The Syrian Observatory For Human Rights

Syrian Rebels, Assad’s Forces Begin Cease-Fire in Homs

A cease-fire between Syrian rebels and the Assad regime took hold Wednesday in the last neighborhood under opposition control in the contested central city of Homs, activists and residents said.

The truce is part of a broader agreement reached Tuesday to allow rebels to withdraw from the Waer neighborhood and let some government institutions reopen, a final step toward re-establishing full government control of Homs.

Waer, home to thousands of civilians as well as various rebel groups, has been under siege for about two years and largely cut off from food, medicine and other staples.

Trucks carrying flour, sugar, oil and butter were brought into the neighborhood by merchants on Wednesday and more are expected in the coming days, residents said, the first food deliveries to reach the area in four months.

On Tuesday, Homs’s provincial governor, Talal al-Barazi, told the official Syrian Arab News Agency that an agreement had been reached for rebels to withdraw next week from Waer.

The withdrawal of rebels and their families is part of the first phase of returning the neighborhood to government control, he said, after more than three months of negotiations.

Waer is the last remaining rebel holdout in the mostly regime-controlled city, once called the capital of the Syrian revolution. It is populated by rebels from various factions, including the U.S.-backed Free Syrian Army, the Islamist Ahrar Al Sham and al Qaeda’s Syrian affiliate, the Nusra Front.

Rebels last withdrew from a Homs stronghold in May 2014, when they pulled out of its Old City in a major symbolic blow to Syria’s fractious opposition.

Rebels and activists said the cease-fire would be a preliminary test of each side’s commitment to a final agreement of withdrawal, for which they are still completing logistics. A U.N. team in Homs is helping mediate the withdrawal and has asked rebels to outline how the fighters will leave and where they will go, according to a person involved in the negotiations.

A U.N. spokeswoman declined to comment.

Brief cease-fires have been struck previously in Waer, but attempts to establish longer truces have fallen through.

The Syrian Observatory for Human Rights, a UK-based opposition monitoring group, said that under the agreement more than 3,000 rebels would also be allowed to peacefully leave opposition-controlled suburbs of Homs and the central city of Hama.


◆ WHAT TO PRODUCE
Below are the records; locate each line with the word "left" and copy it.

[Component data from apps and pages]
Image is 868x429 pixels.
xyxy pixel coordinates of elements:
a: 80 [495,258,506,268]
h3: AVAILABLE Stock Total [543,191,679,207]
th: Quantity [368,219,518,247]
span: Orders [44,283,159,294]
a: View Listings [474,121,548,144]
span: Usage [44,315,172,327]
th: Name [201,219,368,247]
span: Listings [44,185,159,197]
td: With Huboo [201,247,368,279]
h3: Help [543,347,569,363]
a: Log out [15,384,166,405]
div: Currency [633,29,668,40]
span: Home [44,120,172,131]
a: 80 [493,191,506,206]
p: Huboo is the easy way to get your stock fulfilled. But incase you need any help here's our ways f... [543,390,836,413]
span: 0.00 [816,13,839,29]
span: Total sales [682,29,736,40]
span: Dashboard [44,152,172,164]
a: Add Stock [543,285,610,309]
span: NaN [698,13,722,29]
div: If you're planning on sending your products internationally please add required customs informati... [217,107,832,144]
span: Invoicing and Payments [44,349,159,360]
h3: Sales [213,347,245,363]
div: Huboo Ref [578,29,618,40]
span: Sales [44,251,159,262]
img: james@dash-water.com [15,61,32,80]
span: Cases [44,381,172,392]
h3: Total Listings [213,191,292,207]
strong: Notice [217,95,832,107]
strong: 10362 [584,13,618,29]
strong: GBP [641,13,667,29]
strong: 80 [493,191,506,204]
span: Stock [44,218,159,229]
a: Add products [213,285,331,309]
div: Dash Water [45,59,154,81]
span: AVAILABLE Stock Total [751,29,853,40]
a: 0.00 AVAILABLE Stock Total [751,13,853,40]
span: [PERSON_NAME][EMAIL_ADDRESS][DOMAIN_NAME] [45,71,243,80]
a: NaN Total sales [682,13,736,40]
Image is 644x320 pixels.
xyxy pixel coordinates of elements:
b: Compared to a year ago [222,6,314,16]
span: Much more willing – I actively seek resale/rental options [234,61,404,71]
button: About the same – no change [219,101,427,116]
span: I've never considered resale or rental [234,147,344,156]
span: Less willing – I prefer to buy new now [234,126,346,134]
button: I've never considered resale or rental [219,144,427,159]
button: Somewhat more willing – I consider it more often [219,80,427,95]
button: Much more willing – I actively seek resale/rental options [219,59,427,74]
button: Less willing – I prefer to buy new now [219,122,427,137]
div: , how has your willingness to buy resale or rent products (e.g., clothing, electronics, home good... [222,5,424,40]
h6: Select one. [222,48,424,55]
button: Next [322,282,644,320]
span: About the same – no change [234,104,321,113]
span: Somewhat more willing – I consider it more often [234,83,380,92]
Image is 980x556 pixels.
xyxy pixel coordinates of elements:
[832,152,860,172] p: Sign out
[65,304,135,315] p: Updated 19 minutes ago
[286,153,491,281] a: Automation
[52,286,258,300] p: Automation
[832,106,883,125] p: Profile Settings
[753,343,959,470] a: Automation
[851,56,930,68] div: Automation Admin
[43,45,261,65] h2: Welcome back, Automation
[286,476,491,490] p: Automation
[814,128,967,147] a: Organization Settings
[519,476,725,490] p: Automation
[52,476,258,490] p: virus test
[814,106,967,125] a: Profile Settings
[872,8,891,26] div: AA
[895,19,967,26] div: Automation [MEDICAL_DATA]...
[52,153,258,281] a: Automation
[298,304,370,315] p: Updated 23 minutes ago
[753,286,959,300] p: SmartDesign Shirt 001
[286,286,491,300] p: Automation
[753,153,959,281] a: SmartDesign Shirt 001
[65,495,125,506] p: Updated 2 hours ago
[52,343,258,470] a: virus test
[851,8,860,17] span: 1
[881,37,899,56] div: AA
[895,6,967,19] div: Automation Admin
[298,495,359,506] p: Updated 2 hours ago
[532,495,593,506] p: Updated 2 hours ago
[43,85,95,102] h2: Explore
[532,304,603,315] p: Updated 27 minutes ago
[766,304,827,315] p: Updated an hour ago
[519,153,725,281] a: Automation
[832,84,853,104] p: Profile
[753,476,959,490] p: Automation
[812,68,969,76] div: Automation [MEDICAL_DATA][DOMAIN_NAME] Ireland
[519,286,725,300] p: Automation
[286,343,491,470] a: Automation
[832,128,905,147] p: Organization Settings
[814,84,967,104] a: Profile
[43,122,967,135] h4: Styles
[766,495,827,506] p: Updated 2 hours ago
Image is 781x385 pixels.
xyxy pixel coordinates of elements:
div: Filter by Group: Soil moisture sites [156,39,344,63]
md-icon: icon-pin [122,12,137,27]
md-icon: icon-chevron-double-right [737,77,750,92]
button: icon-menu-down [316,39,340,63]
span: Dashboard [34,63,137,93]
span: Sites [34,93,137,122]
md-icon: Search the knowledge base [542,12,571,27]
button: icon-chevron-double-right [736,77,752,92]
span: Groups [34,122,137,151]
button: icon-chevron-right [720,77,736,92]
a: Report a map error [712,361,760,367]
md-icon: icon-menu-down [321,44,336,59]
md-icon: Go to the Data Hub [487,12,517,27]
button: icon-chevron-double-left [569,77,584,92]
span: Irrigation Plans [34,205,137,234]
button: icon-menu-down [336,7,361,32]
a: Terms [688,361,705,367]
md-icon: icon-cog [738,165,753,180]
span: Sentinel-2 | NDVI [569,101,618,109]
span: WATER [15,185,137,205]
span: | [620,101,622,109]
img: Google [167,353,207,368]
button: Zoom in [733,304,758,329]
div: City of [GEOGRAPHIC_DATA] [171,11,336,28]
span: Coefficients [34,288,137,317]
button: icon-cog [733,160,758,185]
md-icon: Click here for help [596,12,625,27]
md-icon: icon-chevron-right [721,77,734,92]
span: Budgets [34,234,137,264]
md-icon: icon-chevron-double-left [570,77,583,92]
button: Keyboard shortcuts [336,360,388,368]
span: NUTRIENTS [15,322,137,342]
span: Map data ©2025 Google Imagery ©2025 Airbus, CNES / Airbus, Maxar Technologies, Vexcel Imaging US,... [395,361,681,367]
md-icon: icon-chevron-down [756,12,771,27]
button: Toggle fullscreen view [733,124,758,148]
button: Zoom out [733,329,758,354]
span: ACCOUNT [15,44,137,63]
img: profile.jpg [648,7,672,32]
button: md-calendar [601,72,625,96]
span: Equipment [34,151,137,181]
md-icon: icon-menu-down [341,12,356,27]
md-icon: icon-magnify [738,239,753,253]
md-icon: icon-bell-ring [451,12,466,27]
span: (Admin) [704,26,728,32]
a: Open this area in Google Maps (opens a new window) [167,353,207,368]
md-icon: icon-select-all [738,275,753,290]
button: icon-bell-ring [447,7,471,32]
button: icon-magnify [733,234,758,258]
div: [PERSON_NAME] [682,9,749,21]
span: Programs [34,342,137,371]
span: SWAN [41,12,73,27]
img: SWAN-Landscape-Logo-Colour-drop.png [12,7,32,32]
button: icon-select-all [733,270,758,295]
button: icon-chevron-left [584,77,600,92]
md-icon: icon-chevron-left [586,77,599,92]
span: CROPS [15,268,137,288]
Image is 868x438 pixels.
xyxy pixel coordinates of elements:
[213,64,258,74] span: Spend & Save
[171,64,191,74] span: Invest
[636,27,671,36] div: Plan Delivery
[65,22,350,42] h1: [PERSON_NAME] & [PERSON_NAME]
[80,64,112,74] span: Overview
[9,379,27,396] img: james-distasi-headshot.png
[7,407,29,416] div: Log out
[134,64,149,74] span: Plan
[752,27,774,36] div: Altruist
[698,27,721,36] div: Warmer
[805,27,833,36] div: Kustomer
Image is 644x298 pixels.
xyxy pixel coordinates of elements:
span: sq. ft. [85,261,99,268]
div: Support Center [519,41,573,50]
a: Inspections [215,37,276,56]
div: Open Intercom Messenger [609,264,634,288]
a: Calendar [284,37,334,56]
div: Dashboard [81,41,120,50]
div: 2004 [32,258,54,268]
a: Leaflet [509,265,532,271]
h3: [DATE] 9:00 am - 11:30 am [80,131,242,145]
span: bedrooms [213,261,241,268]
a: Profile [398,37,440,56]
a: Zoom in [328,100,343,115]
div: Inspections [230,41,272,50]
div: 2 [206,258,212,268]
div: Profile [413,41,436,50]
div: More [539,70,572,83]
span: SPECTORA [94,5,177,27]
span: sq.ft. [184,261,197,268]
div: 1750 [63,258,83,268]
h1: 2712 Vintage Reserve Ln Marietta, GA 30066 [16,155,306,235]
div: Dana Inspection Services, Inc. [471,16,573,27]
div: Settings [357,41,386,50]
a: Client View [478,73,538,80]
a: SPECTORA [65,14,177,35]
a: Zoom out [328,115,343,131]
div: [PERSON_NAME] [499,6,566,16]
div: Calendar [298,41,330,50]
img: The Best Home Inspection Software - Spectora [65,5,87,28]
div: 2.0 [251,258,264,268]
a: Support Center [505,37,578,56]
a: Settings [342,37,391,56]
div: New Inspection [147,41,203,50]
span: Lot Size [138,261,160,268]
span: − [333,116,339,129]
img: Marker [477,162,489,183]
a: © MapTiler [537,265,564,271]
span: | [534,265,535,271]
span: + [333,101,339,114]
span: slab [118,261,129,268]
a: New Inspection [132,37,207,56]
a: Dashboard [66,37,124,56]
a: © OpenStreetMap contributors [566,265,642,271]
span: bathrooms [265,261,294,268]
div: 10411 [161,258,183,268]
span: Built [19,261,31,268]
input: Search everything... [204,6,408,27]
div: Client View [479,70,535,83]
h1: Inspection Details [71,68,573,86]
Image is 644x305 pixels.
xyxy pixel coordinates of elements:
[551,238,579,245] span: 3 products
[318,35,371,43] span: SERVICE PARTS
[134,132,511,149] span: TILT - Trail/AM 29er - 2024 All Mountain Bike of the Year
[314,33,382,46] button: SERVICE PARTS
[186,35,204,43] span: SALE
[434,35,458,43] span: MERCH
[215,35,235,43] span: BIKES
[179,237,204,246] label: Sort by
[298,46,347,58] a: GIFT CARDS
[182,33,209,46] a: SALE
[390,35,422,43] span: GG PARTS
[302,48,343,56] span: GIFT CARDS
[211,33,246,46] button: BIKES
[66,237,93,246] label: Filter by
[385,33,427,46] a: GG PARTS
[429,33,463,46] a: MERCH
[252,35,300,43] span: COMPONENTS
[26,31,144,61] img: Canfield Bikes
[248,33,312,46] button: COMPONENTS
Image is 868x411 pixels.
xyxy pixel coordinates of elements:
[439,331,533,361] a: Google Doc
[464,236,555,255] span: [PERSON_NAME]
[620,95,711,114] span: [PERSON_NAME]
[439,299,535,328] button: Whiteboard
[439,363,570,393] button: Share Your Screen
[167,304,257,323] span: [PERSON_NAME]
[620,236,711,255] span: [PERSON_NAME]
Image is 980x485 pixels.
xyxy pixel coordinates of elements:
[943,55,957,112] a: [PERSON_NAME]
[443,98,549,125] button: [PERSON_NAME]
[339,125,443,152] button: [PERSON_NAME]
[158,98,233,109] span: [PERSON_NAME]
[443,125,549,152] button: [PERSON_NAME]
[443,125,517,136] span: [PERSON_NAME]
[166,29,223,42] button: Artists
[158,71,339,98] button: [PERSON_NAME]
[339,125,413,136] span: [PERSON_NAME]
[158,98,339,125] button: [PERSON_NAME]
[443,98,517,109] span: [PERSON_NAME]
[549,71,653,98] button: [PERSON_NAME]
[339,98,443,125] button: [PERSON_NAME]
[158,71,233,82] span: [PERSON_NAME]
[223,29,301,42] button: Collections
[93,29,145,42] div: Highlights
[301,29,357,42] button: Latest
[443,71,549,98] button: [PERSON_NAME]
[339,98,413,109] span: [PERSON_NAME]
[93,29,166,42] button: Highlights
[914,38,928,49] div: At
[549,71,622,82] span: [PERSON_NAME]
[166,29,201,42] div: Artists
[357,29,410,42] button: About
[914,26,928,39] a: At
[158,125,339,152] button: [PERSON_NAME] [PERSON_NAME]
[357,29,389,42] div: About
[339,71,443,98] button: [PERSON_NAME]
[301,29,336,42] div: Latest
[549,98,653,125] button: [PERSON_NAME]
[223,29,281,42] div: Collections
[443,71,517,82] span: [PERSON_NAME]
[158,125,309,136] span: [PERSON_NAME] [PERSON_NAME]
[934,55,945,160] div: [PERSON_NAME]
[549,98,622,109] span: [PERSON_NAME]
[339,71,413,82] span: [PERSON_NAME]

◆ SOLUTION TO THIS TASK
button: icon-chevron-double-left [569,77,584,92]
md-icon: icon-chevron-double-left [570,77,583,92]
button: icon-chevron-left [584,77,600,92]
md-icon: icon-chevron-left [586,77,599,92]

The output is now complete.